I am struggling to come up with this book example question in my real analysis textbook:
Give an example of an ordered field in which {1,1+1,1+1+1,...} is bounded.
If the set of natural numbers is infinite, then I'm not sure if it is bounded.
I am struggling to come up with this book example question in my real analysis textbook:
Give an example of an ordered field in which {1,1+1,1+1+1,...} is bounded.
If the set of natural numbers is infinite, then I'm not sure if it is bounded.
The most accessible example is the field of rational functions with real (or rational) coefficients.

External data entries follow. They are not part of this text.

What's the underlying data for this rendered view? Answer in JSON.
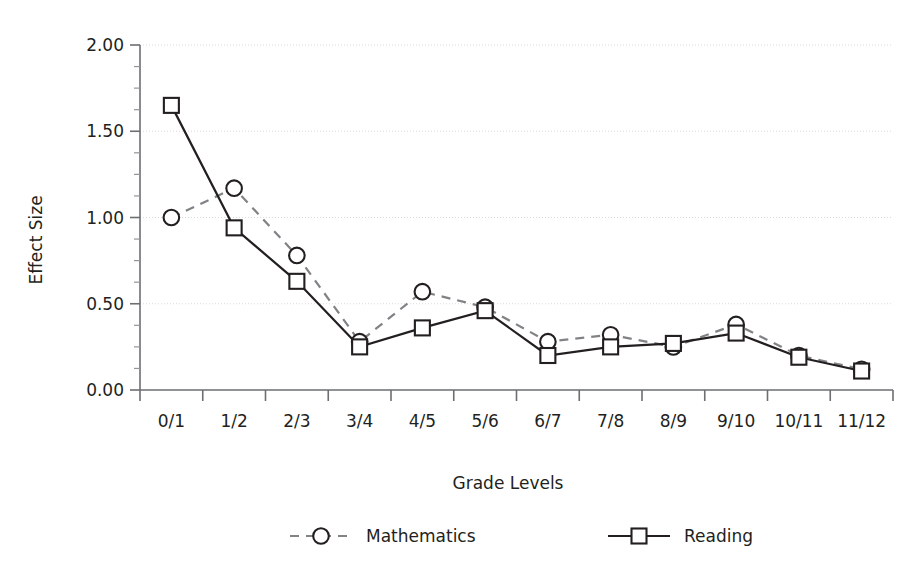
{
  "chart_data": {
    "type": "line",
    "title": "",
    "xlabel": "Grade Levels",
    "ylabel": "Effect Size",
    "categories": [
      "0/1",
      "1/2",
      "2/3",
      "3/4",
      "4/5",
      "5/6",
      "6/7",
      "7/8",
      "8/9",
      "9/10",
      "10/11",
      "11/12"
    ],
    "series": [
      {
        "name": "Mathematics",
        "marker": "circle",
        "linestyle": "dashed",
        "color": "#808285",
        "values": [
          1.0,
          1.17,
          0.78,
          0.28,
          0.57,
          0.48,
          0.28,
          0.32,
          0.25,
          0.38,
          0.2,
          0.12
        ]
      },
      {
        "name": "Reading",
        "marker": "square",
        "linestyle": "solid",
        "color": "#231f20",
        "values": [
          1.65,
          0.94,
          0.63,
          0.25,
          0.36,
          0.46,
          0.2,
          0.25,
          0.27,
          0.33,
          0.19,
          0.11
        ]
      }
    ],
    "ylim": [
      0.0,
      2.0
    ],
    "ytick_values": [
      0.0,
      0.5,
      1.0,
      1.5,
      2.0
    ],
    "ytick_labels": [
      "0.00",
      "0.50",
      "1.00",
      "1.50",
      "2.00"
    ],
    "yminor_step": 0.125,
    "grid": true,
    "grid_axis": "y",
    "legend_position": "bottom",
    "legend_entries": [
      {
        "label": "Mathematics",
        "marker": "circle",
        "linestyle": "dashed"
      },
      {
        "label": "Reading",
        "marker": "square",
        "linestyle": "solid"
      }
    ]
  },
  "colors": {
    "background": "#ffffff",
    "axis": "#6d6e71",
    "grid": "#d9dadb",
    "text": "#231f20",
    "mathematics": "#808285",
    "reading": "#231f20"
  }
}
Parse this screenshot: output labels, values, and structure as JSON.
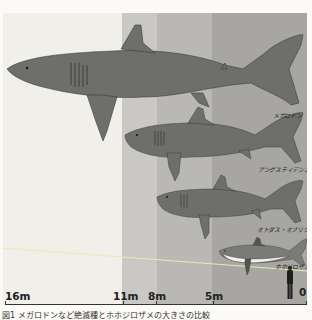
{
  "figure": {
    "bands": [
      {
        "name": "band-16-11",
        "from_px": 0,
        "to_px": 119,
        "color": "#f0efea"
      },
      {
        "name": "band-11-8",
        "from_px": 119,
        "to_px": 154,
        "color": "#c9c8c4"
      },
      {
        "name": "band-8-5",
        "from_px": 154,
        "to_px": 209,
        "color": "#b9b8b4"
      },
      {
        "name": "band-5-0",
        "from_px": 209,
        "to_px": 304,
        "color": "#a7a6a3"
      }
    ],
    "species": [
      {
        "name": "megalodon",
        "label": "メガロドン"
      },
      {
        "name": "angustidens",
        "label": "アングスティデンス"
      },
      {
        "name": "otodus-obliquus",
        "label": "オトダス・オブリクース"
      },
      {
        "name": "great-white",
        "label": "ホホジロザメ"
      }
    ],
    "colors": {
      "shark_body": "#6e6e6c",
      "shark_outline": "#3d3d3b",
      "great_white_belly": "#f2f2f0",
      "water_line": "#eceab0",
      "axis": "#333333"
    }
  },
  "axis": {
    "ticks": [
      {
        "label": "16m",
        "x": 5
      },
      {
        "label": "11m",
        "x": 114
      },
      {
        "label": "8m",
        "x": 148
      },
      {
        "label": "5m",
        "x": 205
      },
      {
        "label": "0",
        "x": 303
      }
    ]
  },
  "caption": "図1 メガロドンなど絶滅種とホホジロザメの大きさの比較"
}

Let $f(x)=\dfrac{a_mx^m+a_{m-1}x^{m-1}+\cdots+a_0}{b_nx^n+b_{n-1}x^{n-1}+\cdots+b_0}$ be such a function. We declare $f(x)$ to be positive if $\dfrac{a_m}{b_n}$ is positive.
One can verify that this is a field ordering. Then the rational function $x$ is greater $1$, $1+1$, $1+1+1$, and so on since $x-1$, $x-2$, $x-3$, and so on have positive lead coefficient. Thus the field element $x$ is an upper bound for $\{1,1+1,1+1+1,\dots\}$.
Remark: There are fancier examples. For instance, one can take the field $\mathbb{R}$. Let $D$ be a non-principal ultrafilter on the set $I$ of positive integers. Then the ultrapower $\mathbb{R}^I/D$ has a natural ordered field structure, and contains objects greater than $1, 1+1,1+1+1,\dots$. The advantage of this type of structure is that it is much more "$\mathbb{R}$-like" than the field of rational functions. For one thing, it is real-closed.